**Work to complete:**
All entries must be given again exactly as written.

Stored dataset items
────────────────

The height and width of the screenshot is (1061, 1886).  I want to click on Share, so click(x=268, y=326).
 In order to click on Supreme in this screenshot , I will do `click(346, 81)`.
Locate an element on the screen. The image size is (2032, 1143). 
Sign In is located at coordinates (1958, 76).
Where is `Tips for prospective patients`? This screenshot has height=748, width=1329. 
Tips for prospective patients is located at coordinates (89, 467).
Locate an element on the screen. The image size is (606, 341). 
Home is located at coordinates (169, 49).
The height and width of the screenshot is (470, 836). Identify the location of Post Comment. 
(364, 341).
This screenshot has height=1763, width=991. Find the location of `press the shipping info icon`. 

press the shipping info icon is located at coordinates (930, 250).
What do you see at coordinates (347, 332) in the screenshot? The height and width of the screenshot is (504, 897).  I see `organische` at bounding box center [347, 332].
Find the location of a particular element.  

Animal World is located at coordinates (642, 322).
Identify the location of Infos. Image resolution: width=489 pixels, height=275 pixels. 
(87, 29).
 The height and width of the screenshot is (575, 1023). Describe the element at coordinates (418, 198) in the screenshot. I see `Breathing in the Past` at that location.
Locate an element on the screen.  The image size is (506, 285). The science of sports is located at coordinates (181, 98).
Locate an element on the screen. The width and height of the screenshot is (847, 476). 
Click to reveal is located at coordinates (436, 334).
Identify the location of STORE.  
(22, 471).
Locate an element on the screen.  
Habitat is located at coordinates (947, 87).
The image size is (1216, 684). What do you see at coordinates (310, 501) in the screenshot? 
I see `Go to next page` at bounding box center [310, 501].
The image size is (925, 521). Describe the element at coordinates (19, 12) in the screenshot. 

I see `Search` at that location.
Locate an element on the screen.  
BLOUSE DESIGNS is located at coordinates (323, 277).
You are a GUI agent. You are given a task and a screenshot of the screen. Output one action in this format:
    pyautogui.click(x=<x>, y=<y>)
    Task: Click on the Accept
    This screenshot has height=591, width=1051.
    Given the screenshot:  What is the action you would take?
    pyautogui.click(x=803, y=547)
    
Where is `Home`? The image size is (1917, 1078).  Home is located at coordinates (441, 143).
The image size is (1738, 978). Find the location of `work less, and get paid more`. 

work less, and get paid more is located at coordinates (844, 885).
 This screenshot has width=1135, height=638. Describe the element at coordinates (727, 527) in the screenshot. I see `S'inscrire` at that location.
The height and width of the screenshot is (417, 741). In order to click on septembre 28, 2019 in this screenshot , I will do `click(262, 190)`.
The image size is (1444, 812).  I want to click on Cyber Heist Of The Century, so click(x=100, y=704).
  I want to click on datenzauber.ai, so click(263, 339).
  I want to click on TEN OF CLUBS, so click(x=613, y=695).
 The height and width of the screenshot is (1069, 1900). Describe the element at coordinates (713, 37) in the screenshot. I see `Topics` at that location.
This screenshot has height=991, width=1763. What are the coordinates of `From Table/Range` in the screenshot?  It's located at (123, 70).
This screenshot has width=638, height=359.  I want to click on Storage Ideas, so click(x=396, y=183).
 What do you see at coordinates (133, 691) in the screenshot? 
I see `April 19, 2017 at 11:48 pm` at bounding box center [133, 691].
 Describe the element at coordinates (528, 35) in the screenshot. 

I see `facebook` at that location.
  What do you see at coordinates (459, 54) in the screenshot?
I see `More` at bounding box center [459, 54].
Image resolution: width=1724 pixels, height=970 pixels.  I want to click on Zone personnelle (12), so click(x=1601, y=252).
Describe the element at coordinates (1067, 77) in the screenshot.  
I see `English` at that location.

────────────────

**Your solution:**
The height and width of the screenshot is (1061, 1886).  I want to click on Share, so click(x=268, y=326).
 In order to click on Supreme in this screenshot , I will do `click(346, 81)`.
Locate an element on the screen. The image size is (2032, 1143). 
Sign In is located at coordinates (1958, 76).
Where is `Tips for prospective patients`? This screenshot has height=748, width=1329. 
Tips for prospective patients is located at coordinates (89, 467).
Locate an element on the screen. The image size is (606, 341). 
Home is located at coordinates (169, 49).
The height and width of the screenshot is (470, 836). Identify the location of Post Comment. 
(364, 341).
This screenshot has height=1763, width=991. Find the location of `press the shipping info icon`. 

press the shipping info icon is located at coordinates (930, 250).
What do you see at coordinates (347, 332) in the screenshot? The height and width of the screenshot is (504, 897).  I see `organische` at bounding box center [347, 332].
Find the location of a particular element.  

Animal World is located at coordinates (642, 322).
Identify the location of Infos. Image resolution: width=489 pixels, height=275 pixels. 
(87, 29).
 The height and width of the screenshot is (575, 1023). Describe the element at coordinates (418, 198) in the screenshot. I see `Breathing in the Past` at that location.
Locate an element on the screen.  The image size is (506, 285). The science of sports is located at coordinates (181, 98).
Locate an element on the screen. The width and height of the screenshot is (847, 476). 
Click to reveal is located at coordinates (436, 334).
Identify the location of STORE.  
(22, 471).
Locate an element on the screen.  
Habitat is located at coordinates (947, 87).
The image size is (1216, 684). What do you see at coordinates (310, 501) in the screenshot? 
I see `Go to next page` at bounding box center [310, 501].
The image size is (925, 521). Describe the element at coordinates (19, 12) in the screenshot. 

I see `Search` at that location.
Locate an element on the screen.  
BLOUSE DESIGNS is located at coordinates (323, 277).
You are a GUI agent. You are given a task and a screenshot of the screen. Output one action in this format:
    pyautogui.click(x=<x>, y=<y>)
    Task: Click on the Accept
    This screenshot has height=591, width=1051.
    Given the screenshot:  What is the action you would take?
    pyautogui.click(x=803, y=547)
    
Where is `Home`? The image size is (1917, 1078).  Home is located at coordinates (441, 143).
The image size is (1738, 978). Find the location of `work less, and get paid more`. 

work less, and get paid more is located at coordinates (844, 885).
 This screenshot has width=1135, height=638. Describe the element at coordinates (727, 527) in the screenshot. I see `S'inscrire` at that location.
The height and width of the screenshot is (417, 741). In order to click on septembre 28, 2019 in this screenshot , I will do `click(262, 190)`.
The image size is (1444, 812).  I want to click on Cyber Heist Of The Century, so click(x=100, y=704).
  I want to click on datenzauber.ai, so click(263, 339).
  I want to click on TEN OF CLUBS, so click(x=613, y=695).
 The height and width of the screenshot is (1069, 1900). Describe the element at coordinates (713, 37) in the screenshot. I see `Topics` at that location.
This screenshot has height=991, width=1763. What are the coordinates of `From Table/Range` in the screenshot?  It's located at (123, 70).
This screenshot has width=638, height=359.  I want to click on Storage Ideas, so click(x=396, y=183).
 What do you see at coordinates (133, 691) in the screenshot? 
I see `April 19, 2017 at 11:48 pm` at bounding box center [133, 691].
 Describe the element at coordinates (528, 35) in the screenshot. 

I see `facebook` at that location.
  What do you see at coordinates (459, 54) in the screenshot?
I see `More` at bounding box center [459, 54].
Image resolution: width=1724 pixels, height=970 pixels.  I want to click on Zone personnelle (12), so click(x=1601, y=252).
Describe the element at coordinates (1067, 77) in the screenshot.  
I see `English` at that location.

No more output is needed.